Question:
What are the most effective audio tone frequency(s) and pattern(s) used in direction finding in the world of amateur radio? Also: Is there a specification for the tones that amateur radio fox hunt transmitters use, and if so, is it designed with effectiveness in mind?
Supplemental Discussion:
I am designing a Fox-hunt transmitter for the 70-cm band. I'm developing it to produce a range of tones in sequence, such as 440 Hz for 500 ms, 740 for 300 ms, 2200 Hz for 300 ms, etc. These are square-wave tones generated on a microcontroller and fed to a FSK transceiver module which is configured for direct modulation. The transceiver is configured for 5 kHz deviation. Thus, when an amateur radio HT is tuned to the FM center frequency, the tones can be heard.
The prime design goal is for this to be heard as far away as possible, which means making the signal as unique and identifiable as possible for a human listener. This basically means finding the best signal-to-noise ratio in the audible spectrum, the signal being the tone(s) and the noise being the background static present at the given tone frequency. According to this document, the human ear is most attuned to tones around 3 kHz at the threshold of hearing. Thus, it would make sense to use 3 kHz tones exclusively. However, as I have experimented with white noise mixed with various tones (using Audacity), it seems that the range from 300 Hz to 2 kHz is more conducive for identifying the tone from the background noise. Thus I'm somewhat stumped. I've found a few videos of Fox-hunt transmitters in action, but these offer no consensus on tones or pattern.

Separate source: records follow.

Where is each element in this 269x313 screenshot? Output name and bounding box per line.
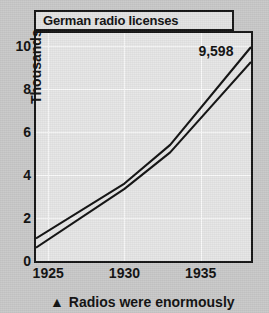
plot-area bbox=[34, 31, 253, 263]
chart-title-box: German radio licenses bbox=[34, 10, 234, 31]
y-axis-title: Thousands bbox=[28, 29, 44, 104]
series-line-upper bbox=[36, 47, 251, 238]
y-tick-label: 8 bbox=[3, 82, 31, 96]
y-tick-label: 10 bbox=[3, 39, 31, 53]
y-axis: 0246810 bbox=[0, 31, 31, 263]
y-tick-label: 2 bbox=[3, 211, 31, 225]
y-tick-label: 6 bbox=[3, 125, 31, 139]
caption-text: Radios were enormously bbox=[69, 294, 235, 310]
x-axis: 192519301935 bbox=[0, 266, 269, 286]
data-point-label: 9,598 bbox=[198, 43, 233, 59]
triangle-marker-icon: ▲ bbox=[50, 294, 64, 310]
plot-inner bbox=[36, 33, 251, 261]
x-tick-label: 1930 bbox=[109, 266, 140, 280]
chart-figure: German radio licenses 0246810 Thousands … bbox=[0, 0, 269, 313]
x-tick-label: 1935 bbox=[185, 266, 216, 280]
series-line-lower bbox=[36, 62, 251, 248]
x-tick-label: 1925 bbox=[33, 266, 64, 280]
y-tick-label: 4 bbox=[3, 168, 31, 182]
series-layer bbox=[36, 33, 251, 261]
chart-title: German radio licenses bbox=[36, 13, 178, 28]
figure-caption: ▲Radios were enormously bbox=[50, 294, 235, 310]
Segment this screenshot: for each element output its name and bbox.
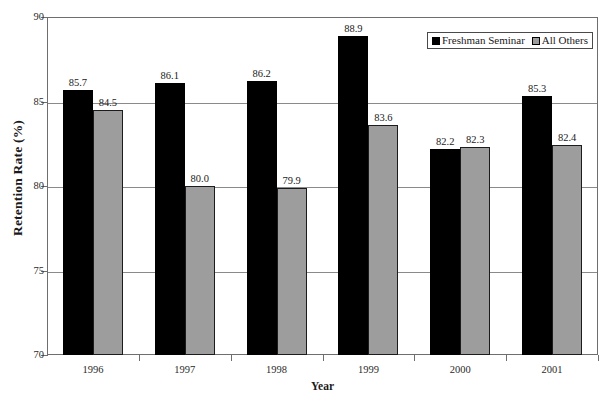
legend-label: All Others (542, 35, 588, 46)
x-tick-label-2001: 2001 (517, 364, 587, 376)
y-tick-label: 75 (4, 266, 44, 276)
gridline-y-75 (48, 272, 597, 273)
x-tick-mark (323, 355, 324, 361)
black-square-swatch (432, 37, 440, 45)
bar-value-label: 80.0 (180, 173, 220, 184)
bar-value-label: 88.9 (333, 23, 373, 34)
x-tick-mark (414, 355, 415, 361)
bar-value-label: 83.6 (363, 112, 403, 123)
x-axis-title: Year (47, 380, 598, 392)
x-tick-label-1998: 1998 (242, 364, 312, 376)
x-tick-label-2000: 2000 (425, 364, 495, 376)
bar-1998-series-1 (277, 188, 307, 355)
legend-label: Freshman Seminar (442, 35, 525, 46)
y-tick-label: 80 (4, 181, 44, 191)
bar-value-label: 86.2 (242, 68, 282, 79)
bar-1996-series-0 (63, 90, 93, 355)
gray-square-swatch (532, 37, 540, 45)
x-tick-label-1996: 1996 (58, 364, 128, 376)
bar-1996-series-1 (93, 110, 123, 355)
bar-1997-series-1 (185, 186, 215, 355)
bar-value-label: 85.3 (517, 83, 557, 94)
bar-1998-series-0 (247, 81, 277, 355)
x-tick-label-1999: 1999 (333, 364, 403, 376)
y-axis-title: Retention Rate (%) (10, 88, 26, 268)
gridline-y-85 (48, 103, 597, 104)
bar-value-label: 85.7 (58, 77, 98, 88)
bar-value-label: 82.3 (455, 134, 495, 145)
bar-1999-series-1 (368, 125, 398, 355)
plot-area (47, 17, 598, 355)
y-tick-label: 70 (4, 350, 44, 360)
bar-value-label: 79.9 (272, 175, 312, 186)
bar-1997-series-0 (155, 83, 185, 355)
bar-1999-series-0 (338, 36, 368, 355)
x-tick-label-1997: 1997 (150, 364, 220, 376)
retention-rate-bar-chart: Retention Rate (%) 9085807570 1996199719… (0, 0, 613, 397)
chart-legend: Freshman SeminarAll Others (427, 32, 593, 49)
bar-value-label: 84.5 (88, 97, 128, 108)
x-tick-mark (139, 355, 140, 361)
x-tick-mark (506, 355, 507, 361)
y-tick-label: 90 (4, 12, 44, 22)
bar-2000-series-1 (460, 147, 490, 355)
legend-entry-0: Freshman Seminar (432, 35, 525, 46)
bar-value-label: 82.4 (547, 132, 587, 143)
bar-value-label: 86.1 (150, 70, 190, 81)
bar-2000-series-0 (430, 149, 460, 355)
y-tick-label: 85 (4, 97, 44, 107)
x-tick-mark (231, 355, 232, 361)
x-tick-mark (598, 355, 599, 361)
cropped-title-remnant (60, 0, 360, 4)
bar-2001-series-1 (552, 145, 582, 355)
legend-entry-1: All Others (532, 35, 588, 46)
gridline-y-80 (48, 187, 597, 188)
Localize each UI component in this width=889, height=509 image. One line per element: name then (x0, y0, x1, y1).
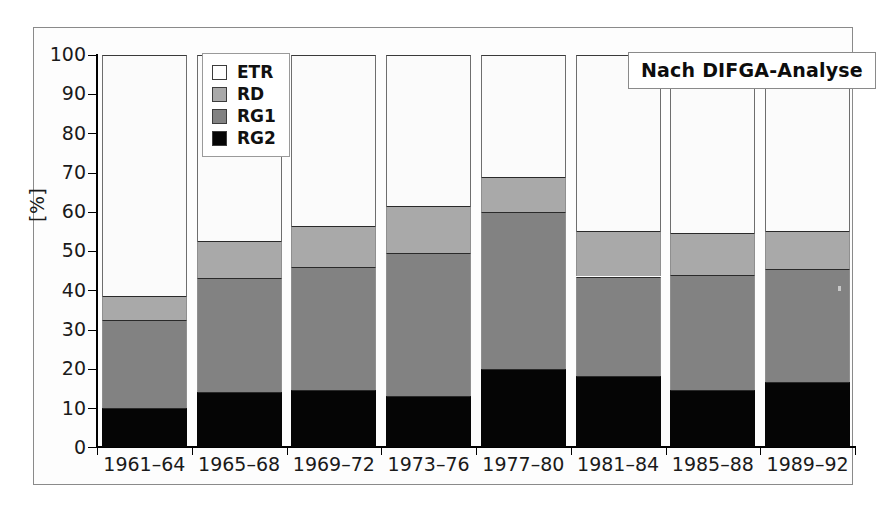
legend: ETR RD RG1 RG2 (202, 53, 290, 157)
legend-label-rd: RD (237, 86, 264, 103)
legend-item-rg2: RG2 (212, 127, 276, 149)
y-tick-label-40: 40 (36, 281, 86, 300)
x-tick-label-1973–76: 1973–76 (381, 455, 476, 474)
x-tick-label-1961–64: 1961–64 (97, 455, 192, 474)
bar-1981–84 (576, 55, 661, 447)
segment-rd-1989–92 (765, 231, 850, 268)
x-tick-4 (476, 447, 477, 455)
y-tick-0 (88, 447, 97, 448)
x-tick-label-1977–80: 1977–80 (476, 455, 571, 474)
x-tick-0 (97, 447, 98, 455)
annotation-box: Nach DIFGA-Analyse (628, 52, 876, 89)
segment-rg1-1961–64 (102, 320, 187, 408)
segment-rd-1973–76 (386, 206, 471, 253)
segment-rg1-1965–68 (197, 278, 282, 392)
legend-label-etr: ETR (237, 64, 273, 81)
segment-rg2-1981–84 (576, 376, 661, 447)
segment-rg2-1969–72 (291, 390, 376, 447)
segment-rg1-1969–72 (291, 267, 376, 390)
legend-item-rd: RD (212, 83, 276, 105)
y-axis-title: [%] (26, 188, 48, 222)
y-axis-tick-labels: 100 90 80 70 60 50 40 30 20 10 0 (30, 0, 86, 509)
x-tick-7 (760, 447, 761, 455)
y-tick-label-90: 90 (36, 84, 86, 103)
y-tick-label-50: 50 (36, 241, 86, 260)
x-tick-label-1981–84: 1981–84 (571, 455, 666, 474)
segment-rd-1985–88 (670, 233, 755, 274)
y-tick-90 (88, 94, 97, 95)
y-tick-label-10: 10 (36, 399, 86, 418)
bar-1977–80 (481, 55, 566, 447)
segment-rg1-1985–88 (670, 275, 755, 391)
y-tick-80 (88, 133, 97, 134)
segment-rd-1961–64 (102, 296, 187, 320)
segment-rg2-1965–68 (197, 392, 282, 447)
y-tick-20 (88, 369, 97, 370)
legend-label-rg2: RG2 (237, 130, 276, 147)
y-tick-30 (88, 330, 97, 331)
y-tick-40 (88, 290, 97, 291)
segment-rg2-1977–80 (481, 369, 566, 447)
x-tick-end (855, 447, 856, 455)
segment-etr-1973–76 (386, 55, 471, 206)
segment-rd-1969–72 (291, 226, 376, 267)
y-tick-label-70: 70 (36, 163, 86, 182)
bar-1961–64 (102, 55, 187, 447)
segment-rg2-1961–64 (102, 408, 187, 447)
x-tick-label-1985–88: 1985–88 (666, 455, 761, 474)
bar-1989–92 (765, 55, 850, 447)
bar-1973–76 (386, 55, 471, 447)
segment-rg2-1973–76 (386, 396, 471, 447)
y-tick-50 (88, 251, 97, 252)
figure-stacked-bar-chart: 100 90 80 70 60 50 40 30 20 10 0 [%] 196… (0, 0, 889, 509)
segment-etr-1977–80 (481, 55, 566, 177)
legend-swatch-rg2 (212, 131, 227, 146)
segment-rd-1965–68 (197, 241, 282, 278)
bar-1969–72 (291, 55, 376, 447)
x-tick-3 (381, 447, 382, 455)
scan-artifact (838, 286, 841, 291)
x-tick-label-1989–92: 1989–92 (760, 455, 855, 474)
segment-rg2-1985–88 (670, 390, 755, 447)
y-tick-label-30: 30 (36, 320, 86, 339)
segment-etr-1969–72 (291, 55, 376, 226)
y-tick-label-100: 100 (36, 45, 86, 64)
y-tick-label-80: 80 (36, 124, 86, 143)
x-tick-6 (666, 447, 667, 455)
legend-swatch-rd (212, 87, 227, 102)
legend-item-etr: ETR (212, 61, 276, 83)
legend-swatch-etr (212, 65, 227, 80)
x-tick-5 (571, 447, 572, 455)
x-tick-1 (192, 447, 193, 455)
legend-swatch-rg1 (212, 109, 227, 124)
y-tick-label-20: 20 (36, 359, 86, 378)
legend-label-rg1: RG1 (237, 108, 276, 125)
y-tick-60 (88, 212, 97, 213)
segment-rd-1981–84 (576, 231, 661, 276)
legend-item-rg1: RG1 (212, 105, 276, 127)
x-tick-label-1965–68: 1965–68 (192, 455, 287, 474)
y-tick-100 (88, 55, 97, 56)
y-tick-label-0: 0 (36, 438, 86, 457)
segment-etr-1961–64 (102, 55, 187, 296)
x-tick-2 (287, 447, 288, 455)
segment-rg2-1989–92 (765, 382, 850, 447)
segment-rg1-1981–84 (576, 277, 661, 377)
y-tick-70 (88, 173, 97, 174)
segment-rg1-1977–80 (481, 212, 566, 369)
segment-rg1-1973–76 (386, 253, 471, 396)
bar-1985–88 (670, 55, 755, 447)
x-tick-label-1969–72: 1969–72 (287, 455, 382, 474)
y-tick-10 (88, 408, 97, 409)
segment-rd-1977–80 (481, 177, 566, 212)
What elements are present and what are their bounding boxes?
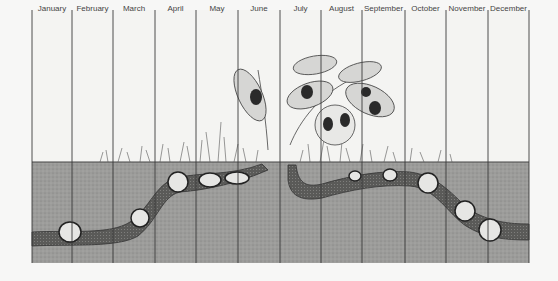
month-label-december: December (488, 4, 529, 13)
beetle-icon (301, 85, 313, 99)
grub-icon (455, 201, 475, 221)
month-label-february: February (72, 4, 113, 13)
grub-lifecycle-diagram (0, 0, 558, 281)
beetle-icon (369, 101, 381, 115)
grub-icon (418, 173, 438, 193)
grub-icon (479, 219, 501, 241)
beetle-icon (250, 89, 262, 105)
grub-icon (383, 169, 397, 181)
grub-icon (131, 209, 149, 227)
month-label-august: August (321, 4, 362, 13)
month-label-march: March (113, 4, 155, 13)
month-label-january: January (32, 4, 72, 13)
beetle-icon (340, 113, 350, 127)
month-label-october: October (405, 4, 446, 13)
month-label-april: April (155, 4, 196, 13)
beetle-icon (323, 117, 333, 131)
beetle-icon (361, 87, 371, 97)
grub-icon (225, 172, 249, 184)
grub-icon (349, 171, 361, 181)
month-label-september: September (362, 4, 405, 13)
grub-icon (199, 173, 221, 187)
grub-icon (59, 222, 81, 242)
grub-icon (168, 172, 188, 192)
month-label-july: July (280, 4, 321, 13)
sky-area (32, 10, 529, 162)
month-label-november: November (446, 4, 488, 13)
month-label-june: June (238, 4, 280, 13)
month-label-may: May (196, 4, 238, 13)
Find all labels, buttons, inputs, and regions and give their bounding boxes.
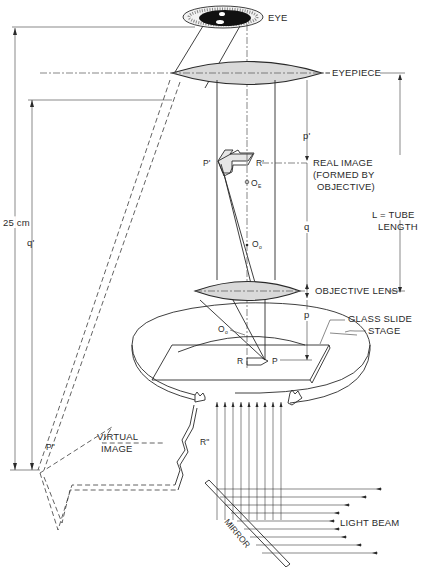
mirror-label: MIRROR (222, 517, 252, 550)
q-label: q (304, 221, 309, 232)
point-oo-label: O (252, 239, 259, 249)
virtual-image-label-line1: VIRTUAL (97, 431, 138, 442)
svg-text:o: o (225, 329, 228, 335)
point-p-double-label: P" (46, 442, 55, 452)
svg-text:E: E (258, 183, 262, 189)
virtual-ray-1 (38, 80, 170, 470)
svg-text:o: o (259, 244, 262, 250)
microscope-diagram: EYE EYEPIECE L = TUBE LENGTH p' ███ 25 c… (0, 0, 424, 567)
light-beam-vertical (216, 402, 283, 520)
glass-slide-label: GLASS SLIDE (348, 313, 412, 324)
virtual-image-outline-bottom (40, 473, 175, 530)
point-r-double-label: R" (200, 437, 209, 447)
point-oo2-label: O (218, 324, 225, 334)
eye-label: EYE (268, 12, 288, 23)
eyepiece-lens (172, 62, 322, 85)
mirror (205, 480, 290, 567)
real-image-label-line3: OBJECTIVE) (317, 181, 375, 192)
eye-icon (183, 6, 263, 28)
virtual-image-label-line2: IMAGE (101, 443, 133, 454)
tube-length-label-line2: LENGTH (378, 221, 418, 232)
eyepiece-label: EYEPIECE (332, 67, 381, 78)
tube-length-label-line1: L = TUBE (372, 209, 415, 220)
ray-object-1 (200, 300, 265, 360)
stage-label: STAGE (368, 325, 401, 336)
virtual-ray-2 (44, 82, 180, 470)
real-image-label-line1: REAL IMAGE (313, 157, 373, 168)
p-label: p (304, 309, 309, 320)
distance-25cm-label: 25 cm (3, 217, 30, 228)
stage (132, 303, 370, 393)
q-prime-label: q' (27, 237, 35, 248)
point-r-label: R (237, 356, 243, 366)
p-prime-label: p' (303, 130, 311, 141)
point-oe-label: O (251, 178, 258, 188)
ray-left-from-eye (175, 26, 203, 72)
objective-lens-label: OBJECTIVE LENS (315, 285, 398, 296)
point-p-prime-label: P' (203, 158, 211, 168)
point-p-label: P (272, 356, 278, 366)
real-image-label-line2: (FORMED BY (313, 169, 375, 180)
light-beam-label: LIGHT BEAM (340, 517, 399, 528)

There is one precedent I am aware of which does define a set of parameters for radio direction finding: Aircraft Emergency Location Transmitters. According to Industry Canada RS-287 Section 5.3(a), 121.5 MHz aircraft radio distress beacons sweep down from between 1600 Hz and 300 Hz, covering no less than 700 Hz of this range. The document does not reference any research or reason for the range chosen.
I am also familiar with the Emergency Alert System's dual-tone alert, which is the combination of 853 Hz and 960 Hz sine waves. This irritating tone gets your attention, but I'm not sure if it is relevant to radio, and as it is a composite tone, generating it with my microcontroller will add more complexity to the system.